Saturday, January 07, 2012

Some stuff I didn't have time for #4

This is what Sharia law looks like. Well, not Sharia law, no, but something that smells just as bad.
Beit Shemesh, Israel — A shy 8-year-old schoolgirl has unwittingly found herself on the front line of Israel's latest religious war.

Naama Margolese is a ponytailed, bespectacled second-grader who is afraid of walking to her religious Jewish girls school for fear of ultra-Orthodox extremists who have spat on her and called her a whore for dressing "immodestly."
She is not the only one; the other children going to the school are also targets. Beyond them, their parents, escorting them as protection against the mob, have also been accosted and spat on and journalists trying to cover the story have been the targets of eggs and rocks.

The ultra-Orthodox are only about 10% of Israel's population but they are a rather privileged 10%, and I don't mean financially but in terms of power.
The ultra-Orthodox are perennial king-makers in Israeli coalition politics – two such parties serve as key members of the ruling coalition. They receive generous government subsidies, and police have traditionally been reluctant to enter their communities. ...

[T]hey have become increasingly aggressive in trying to impose their ways on others, as their population has grown and spread to new areas.
In Beit Shemesh, a city of about 100,000, these radical-Islamist-wannabes who make up about half the local population have
erected street signs calling for the separation of sexes on the sidewalks, dispatched "modesty patrols" to enforce a chaste female appearance and hurled stones at offenders and outsiders. Walls of the neighborhood are plastered with signs exhorting women to dress modestly in closed-necked, long-sleeved blouses and long skirts.
To the credit of the Israeli public, when Naama's story and through her the story of the conflict in Beit Shemesh got media attention, the response was shock among the public and expressions of outrage from some political leaders, who have generally turned a blind eye to the treatment of women within the ultra-Orthodox community.

However, that outrage is by itself not enough.
"It is clear that Israeli society is faced with a challenge that I am not sure it can handle," said Menachem Friedman, a professor emeritus of Bar Ilan University and expert on the ultra-Orthodox, "a challenge that is no less and no more than an existential challenge."
Put another way, Israel as a whole has to decide what it will be. Even if it is determined to remain an avowedly Jewish state despite the limitations that automatically and of necessity places on its Arab and Palestinian citizens, even then it has to decide if it is to be a modern, pluralistic state or if it is to be an expression of its most reactionary, extremist, hating elements. It's a question Israel has ignored throughout its history; it is rapidly coming to a time when it can do so no longer.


▶ **Work instructions**: If pictures appear in the lines below, skip them and copy exactly the lines from the one containing "UI element localization: list" through the one containing "Where is each", and nothing else.

Records from a data source:
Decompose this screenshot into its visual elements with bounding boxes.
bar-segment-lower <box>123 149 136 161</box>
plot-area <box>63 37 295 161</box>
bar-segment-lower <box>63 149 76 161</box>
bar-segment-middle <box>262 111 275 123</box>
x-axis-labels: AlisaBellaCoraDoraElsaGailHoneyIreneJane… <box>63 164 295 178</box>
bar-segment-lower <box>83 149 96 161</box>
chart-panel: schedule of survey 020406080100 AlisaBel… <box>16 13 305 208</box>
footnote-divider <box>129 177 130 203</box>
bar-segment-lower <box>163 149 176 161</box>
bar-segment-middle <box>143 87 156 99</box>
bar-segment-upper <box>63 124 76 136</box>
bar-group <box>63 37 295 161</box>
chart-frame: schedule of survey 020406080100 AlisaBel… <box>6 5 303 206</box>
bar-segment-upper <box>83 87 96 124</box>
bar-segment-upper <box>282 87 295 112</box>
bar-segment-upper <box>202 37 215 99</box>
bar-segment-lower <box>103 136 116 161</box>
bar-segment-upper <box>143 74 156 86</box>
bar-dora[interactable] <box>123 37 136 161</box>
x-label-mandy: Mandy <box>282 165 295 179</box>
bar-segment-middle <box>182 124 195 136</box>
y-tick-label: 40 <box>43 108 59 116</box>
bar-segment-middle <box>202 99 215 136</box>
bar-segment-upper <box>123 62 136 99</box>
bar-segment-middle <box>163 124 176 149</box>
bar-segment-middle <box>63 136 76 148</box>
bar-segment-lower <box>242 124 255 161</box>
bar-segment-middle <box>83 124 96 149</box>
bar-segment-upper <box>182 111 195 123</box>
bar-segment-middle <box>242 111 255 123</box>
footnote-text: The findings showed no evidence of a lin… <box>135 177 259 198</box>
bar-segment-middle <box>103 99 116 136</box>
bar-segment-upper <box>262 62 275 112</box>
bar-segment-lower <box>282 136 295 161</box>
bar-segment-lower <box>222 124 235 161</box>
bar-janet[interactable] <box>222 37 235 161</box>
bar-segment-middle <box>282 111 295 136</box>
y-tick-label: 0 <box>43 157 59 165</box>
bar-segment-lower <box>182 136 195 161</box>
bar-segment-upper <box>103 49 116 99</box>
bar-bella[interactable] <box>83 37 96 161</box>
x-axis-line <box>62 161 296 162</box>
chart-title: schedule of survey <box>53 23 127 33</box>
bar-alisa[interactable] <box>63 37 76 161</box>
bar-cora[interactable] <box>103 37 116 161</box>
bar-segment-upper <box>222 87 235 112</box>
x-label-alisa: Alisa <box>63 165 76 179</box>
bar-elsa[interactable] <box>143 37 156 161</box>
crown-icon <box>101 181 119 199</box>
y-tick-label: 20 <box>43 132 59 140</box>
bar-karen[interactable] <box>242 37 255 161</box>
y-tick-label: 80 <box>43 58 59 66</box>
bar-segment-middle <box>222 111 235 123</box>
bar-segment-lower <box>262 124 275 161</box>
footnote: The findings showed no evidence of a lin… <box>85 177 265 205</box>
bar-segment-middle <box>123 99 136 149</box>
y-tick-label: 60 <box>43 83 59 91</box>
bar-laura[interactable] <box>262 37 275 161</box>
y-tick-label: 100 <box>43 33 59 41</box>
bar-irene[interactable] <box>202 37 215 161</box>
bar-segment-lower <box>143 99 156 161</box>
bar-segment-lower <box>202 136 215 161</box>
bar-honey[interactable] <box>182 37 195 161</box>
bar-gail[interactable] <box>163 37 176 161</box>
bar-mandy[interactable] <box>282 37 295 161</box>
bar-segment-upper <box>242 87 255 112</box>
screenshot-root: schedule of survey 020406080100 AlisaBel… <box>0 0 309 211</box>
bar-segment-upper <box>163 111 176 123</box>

* * *

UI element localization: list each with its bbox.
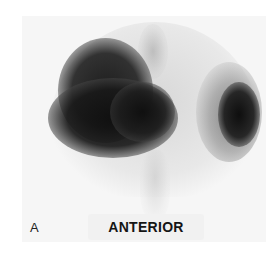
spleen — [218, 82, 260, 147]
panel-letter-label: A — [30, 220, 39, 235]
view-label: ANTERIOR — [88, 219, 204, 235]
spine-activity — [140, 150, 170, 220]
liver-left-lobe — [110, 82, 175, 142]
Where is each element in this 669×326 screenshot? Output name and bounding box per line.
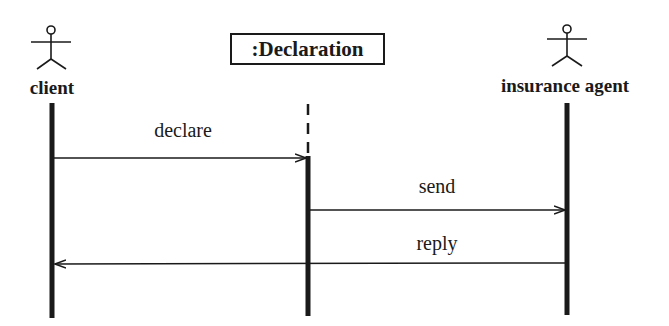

▶ **Exercise result**:
UI element localization: list each with its bbox.
spleen — [218, 82, 260, 147]
panel-letter-label: A — [30, 220, 39, 235]
view-label: ANTERIOR — [88, 219, 204, 235]
spine-activity — [140, 150, 170, 220]
liver-left-lobe — [110, 82, 175, 142]
Where is each element in this 669×326 screenshot? Output name and bounding box per line.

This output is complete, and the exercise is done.